An [in]formal architecture is a bottom-up process which originates from the people and is built for the people. As a physicals manifestation of the will of the people the souq can be understood as a peoples architecture. As such the souq is a microcosm of the people of the alley. The intricate complexity of each of their lives manifested in the walls and shops of the street.
Snaking winding, through tunnels of dirt and stone. On the water in the alley.
Then to a greater place. The Nile as a souq. Both rivers. The Nile as an observer of Egyptian identity. As a reflector of Egyptian identity. The Nile as the lifeblood of Egypt.

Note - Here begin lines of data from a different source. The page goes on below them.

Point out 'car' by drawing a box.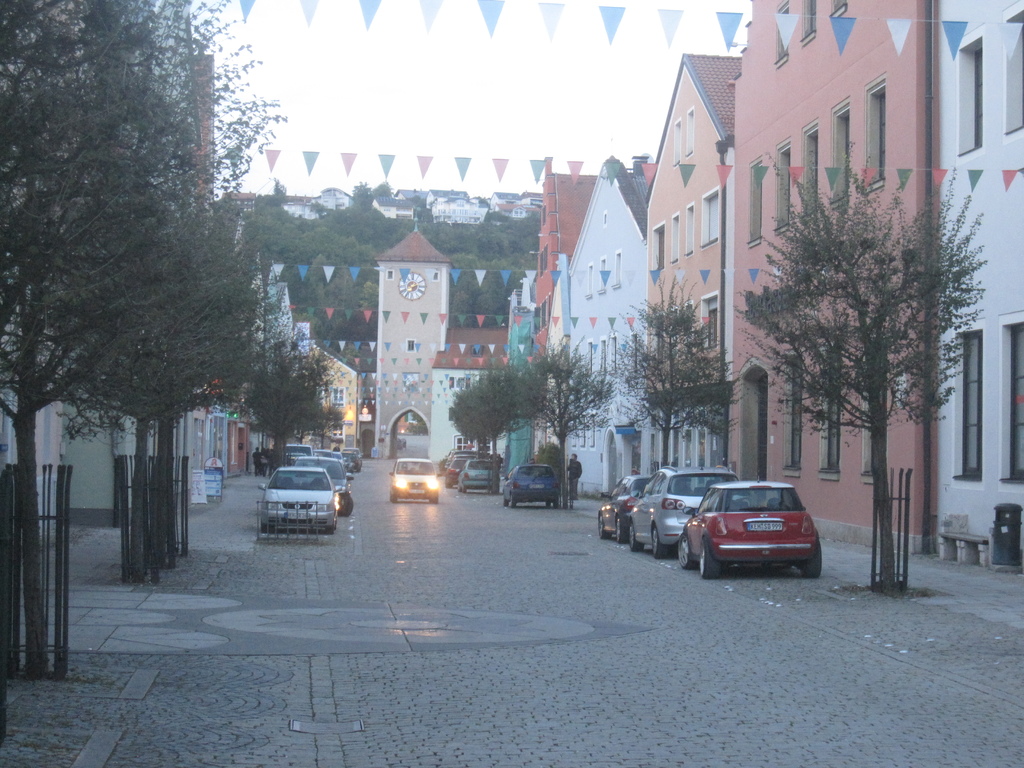
{"x1": 600, "y1": 475, "x2": 661, "y2": 540}.
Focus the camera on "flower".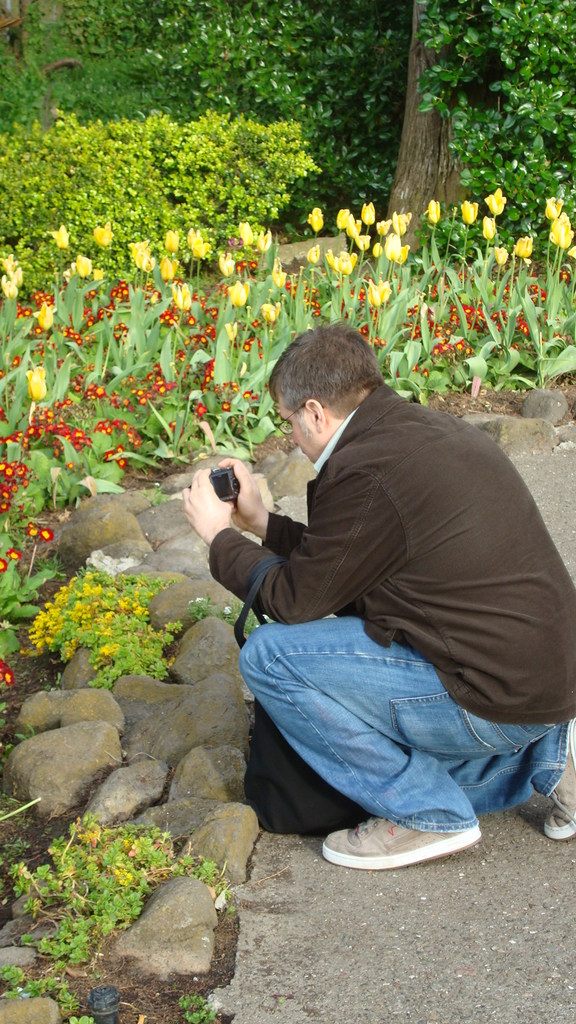
Focus region: pyautogui.locateOnScreen(352, 236, 374, 246).
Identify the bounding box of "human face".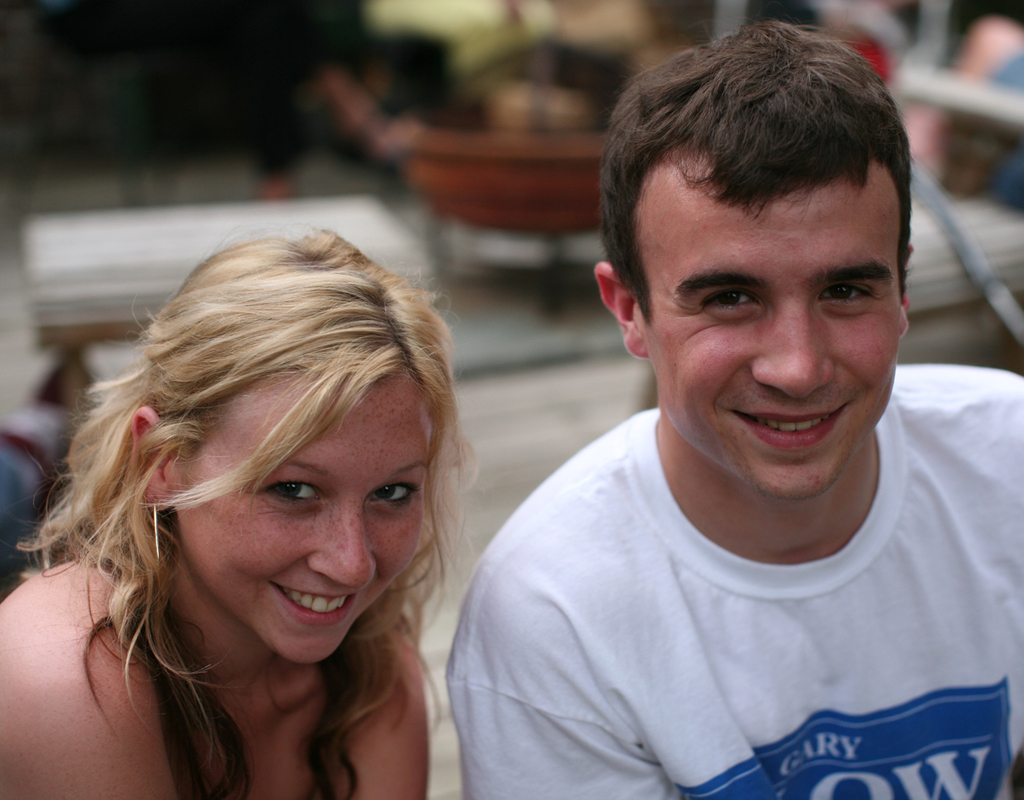
BBox(175, 371, 430, 664).
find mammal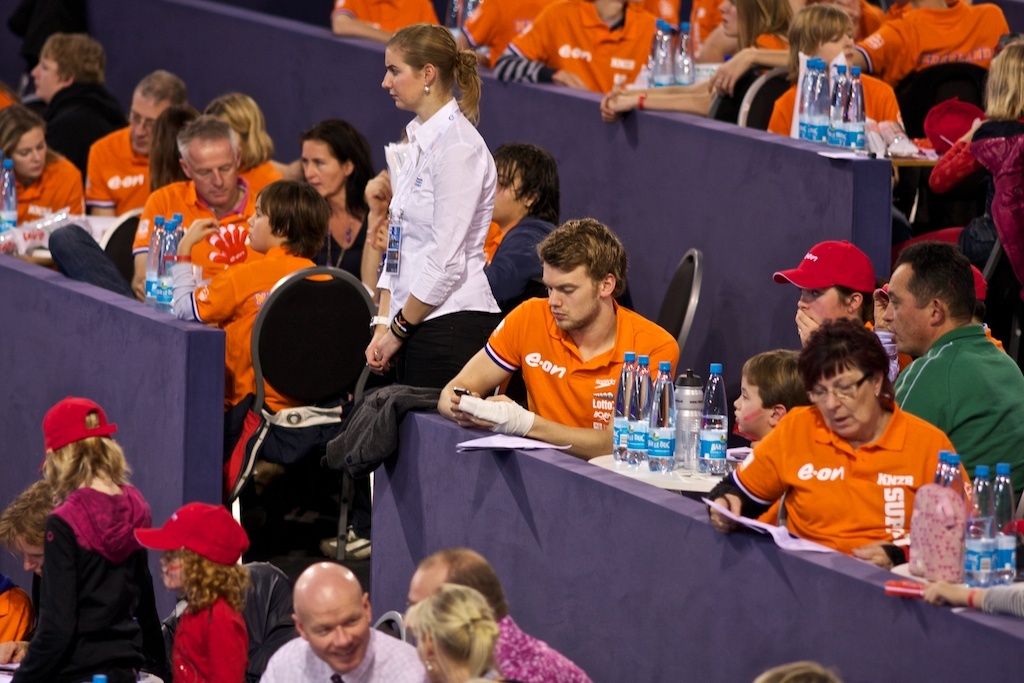
(359,16,511,417)
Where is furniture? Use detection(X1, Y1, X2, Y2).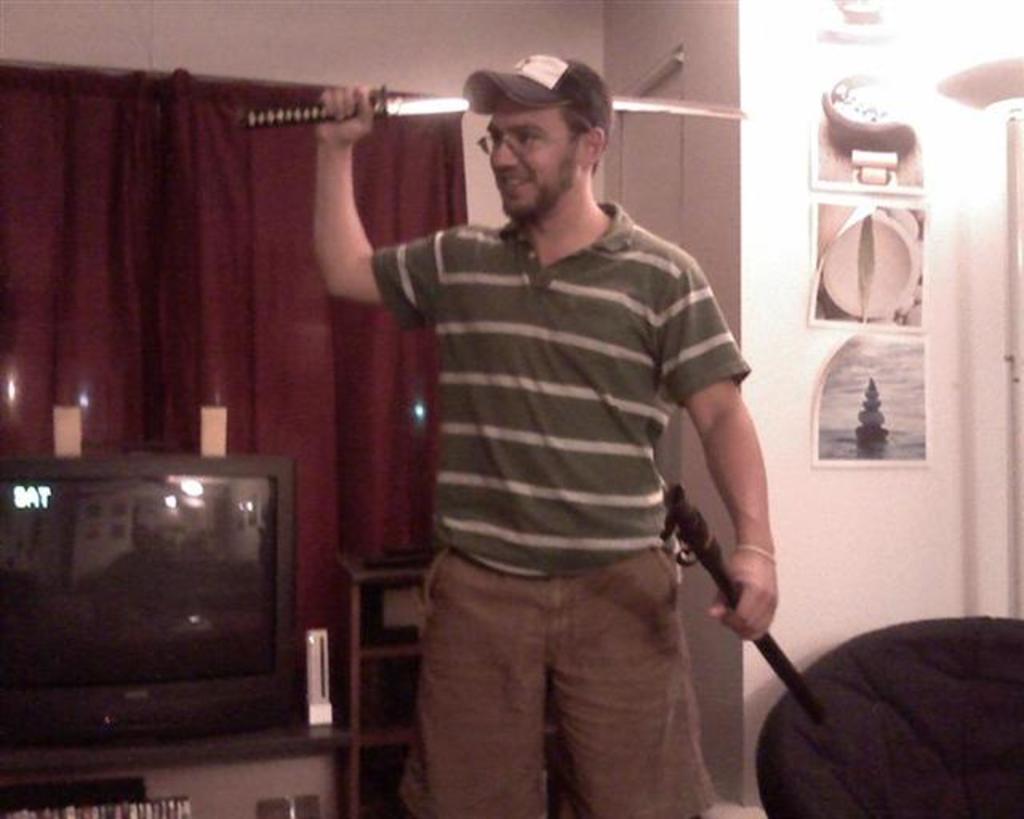
detection(347, 550, 558, 817).
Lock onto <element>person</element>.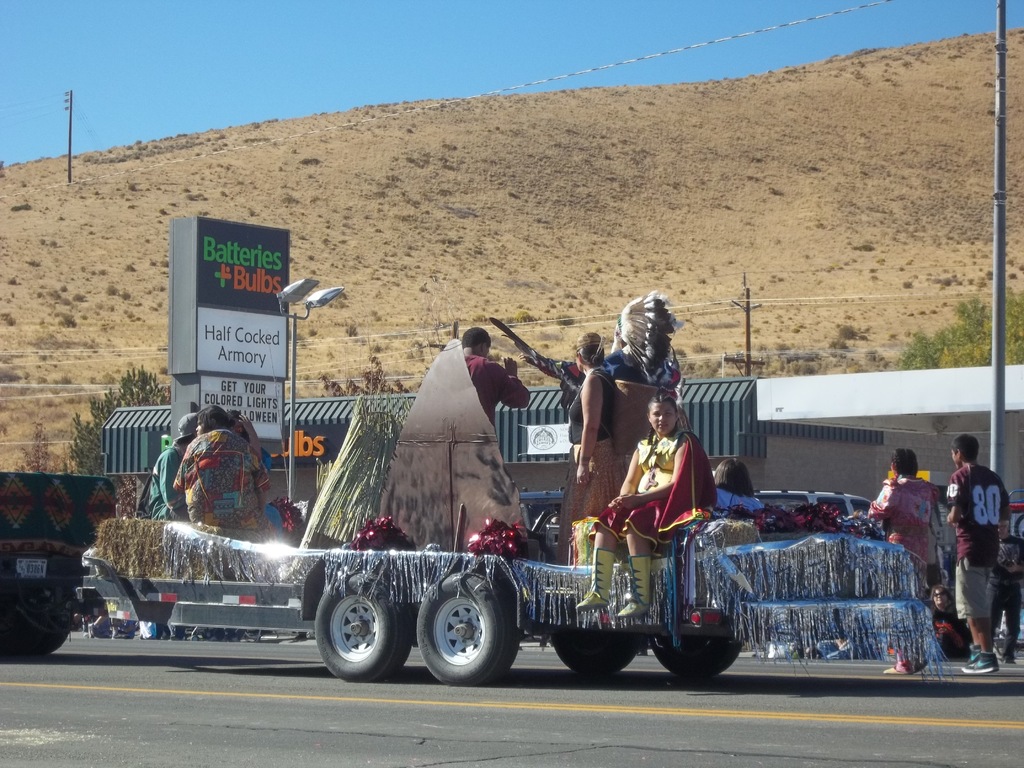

They both meander with no specific end goal. A right turn here leads you to a barbershop. A left turn there takes you towards Alexandria
Having done this project I’ve thought a lot about my “egyptianness” and how unegyptian I am. How detached I am from that culture and how American I am. My beliefs and morals are founded in predominantly American ideals. They are inline with most of my generation and are incredibly different from Egyptians of my generation and older. Having spent the majority of my life in America I don’t see myself in my parents or cousins.
But then I think about my American friends and I don’t see myself in them either. They approach the world differently from me, they’ve led extremally different lives even though we've grown up with similair cultural influences.